We live in a universe, and the universe lives within us.
The brains talk, but the will to live is dead. Fifty years ago, I can remember what it felt like to land the final punch that caused Shang Tsung's body to collapse into the sand. He looked up at me and his eyes reflected the souls of those he had defeated and I could swear I heard gratitude through the pupils of his eyes whispered in through thousands of lost voices.
We live in a universe, and the universe lives within us.
Now, the mountains of Lhasa are feeling the rain. A lot changes in fifty years, unless you don't age. Though the monks at the White Lotus have protected me, as I gaze out to the sun on another morning, the same thoughts they cannot protect me from filter through my head.
I shouldn't be alive.
The water was hot and ready to pour. My morning routine of setting the water over hot coals to boil it for tea, and then a morning of meditation and training. For fifty years I have trained to fight in Mortal Kombat. For fifty years I haven't aged a day since the defeat Shang Tsung.
This morning, the sun was still low over the horizon and the temple looked peaceful before anyone was out on their daily chores. I got up earlier and earlier each day to avoid them. My home is here, but my purpose is no longer to serve them.
Lord Liu Kang brought me back to Earthrealm after the death of the only woman I had loved. We had a child, a child I have yet to find. Probably had a child of his own somewhere. To watch her wither and curse you for your youth, despite my devotion, was heartbreaking enough. I had travelled to Outworld to seek out Shang Tsung, to offer myself to him, just for the chance to die. Lord Liu Kang saved me, and I had realized that this curse does not just pass. It must be passed on through Mortal Kombat.
My thoughts drifted with the sun. Kitana was a fair and just ruler of Outworld, and a dear friend. She upheld the tradition, but the tournament held little meaning now, other than to symbolize and hold respect for those that lost their lives and saved their realms before it. My battle with Shang Tsung was the last true tournament of Mortal Kombat before Kitana Kahn rose to power and defeated Shao Kahn for good.
How will the world end today?
As these moments of meditation pass like the many days and nights before it, I had come to see people born and die on a daily basis. Life for the lucky is just a thin and frail thing. You don't realize how fast it is until it's gone. You don't know how great it is to know you're just passing through, until you are forced to stay.
It is as though–
Someone is here.
My home by the White Lotus temple is small and modest. One room, a small alcove for a fire and food, and beyond that, it is all I've needed. There is no door, and so to see Lord Liu Kang stand at the threshold as I sip on this tea was most welcome.
It meant something important was about to happen.
Something I had waited fifty years for.
"The Great Kung Lao." He greeted me.
"Lord Liu Kang." As I had greeted him many times before.
"May I enter?" He was always welcome, but always asked.
"I was only meditating." He sat as I spoke to him and offered a tea, which he accepted kindly.
"The ship will arrive in Hong Kong in seven days. Have you prepared for your battle with Goro?"
"Your faith in me is strong to think I will reach Goro, Kitana's Shokan Prince."
"You defeated Shang Tsung, I have every reason to trust you will defeat Goro."
There was something in his voice that told me otherwise. I liked that something, I believed in it more than what he told me.
"You are trying to stack the tournament, Lord Liu Kang?" There was little reason to hide the truth, so I prodded. He had come later than anticipated. I would have been in Outworld by now had it been the last tournament.
"I have asked Raiden to enter with you."
"Raiden? He is a good fighter, perhaps he will defeat Goro." Raiden was a far better fighter than myself. He was trained by some unknown master long ago and has always had this innate ability in him that I could never match. He had history in his bones, and his combat showed.
"If one of you cannot, I trust the other will." There it was. He knew something about this tournament that I did not. Did it mean more to him to win this time than when I had defeated Shang Tsung?
"Are you that apt to defeat your former lover?"
There was a bit of ire brought out of him, but he played it calmly. "Kitana is not my concern. The victory of Mortal Kombat is. It is better to maintain Earthrealm's protections than to let it slip and allow a beast like Goro to go unchecked."
"When do we leave?" It was futile to fight it. Though the meaning behind the tournament was lost, just as the meaning behind my own life, the closer I was to that tournament, the closer I'd be to death.
"Now. Raiden is waiting for us in Hong Kong."
"May the Elder Gods be with us then, Lord Liu Kang."
All the while, I could only think with such apathy: We live in a universe, and the universe lives within us.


Scan the data below for the string "solid". Show every line where it turns up.

Stored items:
++++++++

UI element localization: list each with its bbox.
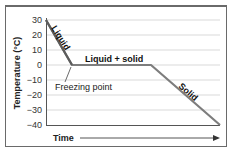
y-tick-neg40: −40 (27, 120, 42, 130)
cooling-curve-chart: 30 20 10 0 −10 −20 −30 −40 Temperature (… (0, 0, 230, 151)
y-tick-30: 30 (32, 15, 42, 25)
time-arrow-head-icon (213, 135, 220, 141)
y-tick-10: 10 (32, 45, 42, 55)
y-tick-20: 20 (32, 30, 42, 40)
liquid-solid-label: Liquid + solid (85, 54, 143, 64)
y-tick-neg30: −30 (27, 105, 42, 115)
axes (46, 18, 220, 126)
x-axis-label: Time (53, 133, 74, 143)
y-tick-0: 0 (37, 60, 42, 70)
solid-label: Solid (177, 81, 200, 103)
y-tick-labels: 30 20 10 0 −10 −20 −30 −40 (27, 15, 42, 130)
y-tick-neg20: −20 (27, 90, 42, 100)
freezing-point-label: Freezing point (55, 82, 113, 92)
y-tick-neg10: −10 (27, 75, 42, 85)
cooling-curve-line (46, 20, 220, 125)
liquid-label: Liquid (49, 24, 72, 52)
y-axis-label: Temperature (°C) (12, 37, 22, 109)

++++++++

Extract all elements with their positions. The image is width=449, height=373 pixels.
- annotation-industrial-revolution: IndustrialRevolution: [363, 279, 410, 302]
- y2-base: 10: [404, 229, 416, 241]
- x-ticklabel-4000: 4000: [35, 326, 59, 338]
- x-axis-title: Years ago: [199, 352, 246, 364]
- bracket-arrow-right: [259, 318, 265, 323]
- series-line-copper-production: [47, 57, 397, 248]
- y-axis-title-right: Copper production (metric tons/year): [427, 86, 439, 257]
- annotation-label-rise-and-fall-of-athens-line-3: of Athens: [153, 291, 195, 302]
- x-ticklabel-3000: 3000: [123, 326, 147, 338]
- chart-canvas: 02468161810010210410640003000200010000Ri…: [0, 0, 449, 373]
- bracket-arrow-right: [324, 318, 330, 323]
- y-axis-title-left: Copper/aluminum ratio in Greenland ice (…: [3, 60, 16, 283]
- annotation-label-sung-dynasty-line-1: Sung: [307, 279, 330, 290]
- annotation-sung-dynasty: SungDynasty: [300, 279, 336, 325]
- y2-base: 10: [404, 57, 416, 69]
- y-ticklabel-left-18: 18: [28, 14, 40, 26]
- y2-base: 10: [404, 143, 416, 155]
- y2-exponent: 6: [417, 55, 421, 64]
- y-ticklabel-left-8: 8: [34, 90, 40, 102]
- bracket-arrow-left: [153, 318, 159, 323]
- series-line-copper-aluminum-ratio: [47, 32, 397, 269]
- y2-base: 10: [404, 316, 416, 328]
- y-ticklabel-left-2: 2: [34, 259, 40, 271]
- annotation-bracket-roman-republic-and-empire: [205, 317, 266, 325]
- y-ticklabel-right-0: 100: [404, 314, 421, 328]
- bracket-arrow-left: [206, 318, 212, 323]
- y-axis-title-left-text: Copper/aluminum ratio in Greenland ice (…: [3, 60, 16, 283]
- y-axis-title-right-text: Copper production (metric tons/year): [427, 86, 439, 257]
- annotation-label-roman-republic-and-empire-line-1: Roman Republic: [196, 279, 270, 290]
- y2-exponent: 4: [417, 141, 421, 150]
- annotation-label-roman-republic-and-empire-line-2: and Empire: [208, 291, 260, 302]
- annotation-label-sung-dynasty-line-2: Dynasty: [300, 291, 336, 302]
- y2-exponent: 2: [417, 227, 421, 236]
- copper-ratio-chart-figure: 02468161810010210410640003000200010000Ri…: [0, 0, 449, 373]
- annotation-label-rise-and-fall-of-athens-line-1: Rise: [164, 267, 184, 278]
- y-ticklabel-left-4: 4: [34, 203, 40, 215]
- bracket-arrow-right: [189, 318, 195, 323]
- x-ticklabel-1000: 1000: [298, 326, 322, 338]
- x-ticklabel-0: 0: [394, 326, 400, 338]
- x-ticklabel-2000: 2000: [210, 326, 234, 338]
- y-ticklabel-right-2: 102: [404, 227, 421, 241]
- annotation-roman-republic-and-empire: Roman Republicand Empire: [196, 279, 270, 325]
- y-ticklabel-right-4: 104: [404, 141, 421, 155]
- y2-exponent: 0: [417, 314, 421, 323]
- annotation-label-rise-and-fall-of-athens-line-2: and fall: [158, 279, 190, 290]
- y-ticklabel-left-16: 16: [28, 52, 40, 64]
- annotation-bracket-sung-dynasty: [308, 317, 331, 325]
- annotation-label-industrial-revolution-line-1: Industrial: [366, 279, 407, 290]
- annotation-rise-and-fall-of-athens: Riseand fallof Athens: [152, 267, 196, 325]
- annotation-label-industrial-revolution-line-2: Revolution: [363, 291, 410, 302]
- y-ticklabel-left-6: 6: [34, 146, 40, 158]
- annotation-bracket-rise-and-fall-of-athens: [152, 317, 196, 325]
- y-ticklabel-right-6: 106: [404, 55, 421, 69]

++++++++

▶ [Solution to the problem]:
liquid-solid-label: Liquid + solid (85, 54, 143, 64)
solid-label: Solid (177, 81, 200, 103)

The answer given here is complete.